This year’s climate COP is taking place in Belém, at the heart of the Amazon rainforest – one of the planet’s green lungs and a long-standing symbol of the climate fight. But the world needs to look beyond the forest, to the part of the planet that’s blue.
The destruction of the rainforest happens in plain sight. But bottom trawling – a practice in which heavy fishing nets are dragged across the ocean floor, dredging up carbon that’s long been stored in the seabed – is a kind of deforestation beneath the waves. Bottom trawling is invisible to us on land, but it has devastating effects on the climate and ecosystems. COP30 in Belém is the moment to finally take a stand against the practice.
Over the last two years, science has revealed the scale of the problem. Recent research found that between 55% and 60% of all trawling-induced carbon dioxide makes it into the atmosphere over seven to nine years. That means that, every year, bottom trawling releases 370 million metric tons of carbon dioxide into the atmosphere. That’s about as much as the entire United Kingdom emits annually, and double the annual emissions from fuel combustion of the entire global fishing fleet of about 4 million vessels.
And the damage isn’t just to the atmosphere. Between 40% and 45% of the carbon dioxide that bottom trawling dislodges from the seabed remains in the ocean, where it turns the water more acidic – harming marine plants and animals where the bottom trawling took place.
Economically, the picture is no better. Bottom trawling largely survives on public money. Despite the minimal returns, governments across Europe subsidise bottom trawling to the tune of €1.3 billion every year, a figure that is nearly equivalent to the value of the jobs the industry creates.
But bottom trawling is still a regular fishing practice – even in areas that are meant to be protected. A recent investigation by the conservation group Oceana found that, in 2024, more than 100 bottom trawling vessels spent some 17,000 hours fishing in six French “marine nature parks.” That’s equivalent to one vessel trawling nonstop, night and day, for nearly two years straight. Across Europe, more than 11% of marine areas are designated for protection, but only 2% actually have management plans in place. The rest remains vulnerable to trawling.
Public awareness about bottom trawling is finally catching up, galvanised by new research, reports, and powerful imagery. Earlier this year, a David Attenborough documentary, Ocean, revealed the horrors of bottom trawling on screen for the first time.
The footage is shocking, but despite the science and reporting, countries still don’t account for bottom trawling’s significant carbon emissions in their climate action plans. And that’s where we need to see change at COP30.
We’ve had promises and declarations. Now we need to follow through. Tackling the carbon emissions of bottom trawling is a fast and effective way to forestall climate change while protecting our precious marine ecosystems. If we act now, the benefits will be immediate. If we delay, the carbon emissions of today’s bottom trawling will continue to leak into the atmosphere for another decade at least.
Ahead of COP30, the world is already celebrating new and recent steps to protect more of our ocean, having recently ratified the High Seas Treaty that will allow for the establishment of marine reserves beyond national borders from early 2026. However, these celebrations must not be premature: Nations will still need to prioritise protection within their own waters and ensure that harmful activities like bottom trawling are banned. This will ensure that all of our marine protected areas are actual sanctuaries for marine life – not unregulated “paper parks.”
COP30 is our chance to make that commitment. The ocean has long been our climate’s quiet ally. It’s time we stood up for it in return.
Enric Sala is the founder of National Geographic Pristine Seas, which has helped establish 31 marine protected areas worldwide, covering more than 6.9 million square kilometres of ocean.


Assignment
Would you return the listing that follows exactly, leaving its pictures behind?

******

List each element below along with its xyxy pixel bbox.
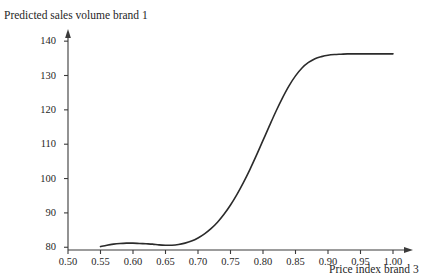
- y-tick-label: 80: [30, 241, 56, 253]
- y-axis-arrowhead: [65, 29, 71, 38]
- x-tick-label: 0.50: [51, 256, 85, 268]
- x-tick-label: 0.60: [116, 256, 150, 268]
- figure-container: Predicted sales volume brand 1 Price ind…: [0, 0, 426, 278]
- x-axis-ticks: [68, 250, 393, 254]
- x-tick-label: 0.70: [181, 256, 215, 268]
- x-tick-label: 0.95: [344, 256, 378, 268]
- x-tick-label: 0.80: [246, 256, 280, 268]
- x-tick-label: 0.55: [84, 256, 118, 268]
- x-tick-label: 1.00: [376, 256, 410, 268]
- x-axis-arrowhead: [404, 247, 413, 253]
- axis-lines: [65, 29, 413, 253]
- y-axis-ticks: [64, 41, 68, 247]
- y-tick-label: 100: [30, 173, 56, 185]
- x-tick-label: 0.75: [214, 256, 248, 268]
- x-tick-label: 0.65: [149, 256, 183, 268]
- x-tick-label: 0.85: [279, 256, 313, 268]
- y-tick-label: 140: [30, 35, 56, 47]
- y-tick-label: 130: [30, 70, 56, 82]
- chart-plot-area: [0, 0, 426, 278]
- y-tick-label: 110: [30, 138, 56, 150]
- data-series-line: [101, 54, 394, 247]
- y-tick-label: 120: [30, 104, 56, 116]
- y-tick-label: 90: [30, 207, 56, 219]
- x-tick-label: 0.90: [311, 256, 345, 268]
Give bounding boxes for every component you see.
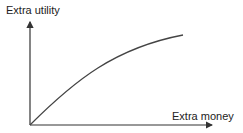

******

Exercise answer
List each element below along with its xyxy pixel bbox.
- y-tick-label: 80: [30, 241, 56, 253]
- y-axis-arrowhead: [65, 29, 71, 38]
- x-tick-label: 0.50: [51, 256, 85, 268]
- x-tick-label: 0.60: [116, 256, 150, 268]
- figure-container: Predicted sales volume brand 1 Price ind…: [0, 0, 426, 278]
- x-axis-ticks: [68, 250, 393, 254]
- x-tick-label: 0.70: [181, 256, 215, 268]
- x-tick-label: 0.95: [344, 256, 378, 268]
- x-tick-label: 0.80: [246, 256, 280, 268]
- x-tick-label: 0.55: [84, 256, 118, 268]
- x-tick-label: 1.00: [376, 256, 410, 268]
- x-axis-arrowhead: [404, 247, 413, 253]
- axis-lines: [65, 29, 413, 253]
- y-axis-ticks: [64, 41, 68, 247]
- y-tick-label: 100: [30, 173, 56, 185]
- x-tick-label: 0.75: [214, 256, 248, 268]
- x-tick-label: 0.65: [149, 256, 183, 268]
- x-tick-label: 0.85: [279, 256, 313, 268]
- y-tick-label: 140: [30, 35, 56, 47]
- y-tick-label: 130: [30, 70, 56, 82]
- chart-plot-area: [0, 0, 426, 278]
- y-tick-label: 110: [30, 138, 56, 150]
- data-series-line: [101, 54, 394, 247]
- y-tick-label: 120: [30, 104, 56, 116]
- y-tick-label: 90: [30, 207, 56, 219]
- x-tick-label: 0.90: [311, 256, 345, 268]
Give bounding boxes for every component you see.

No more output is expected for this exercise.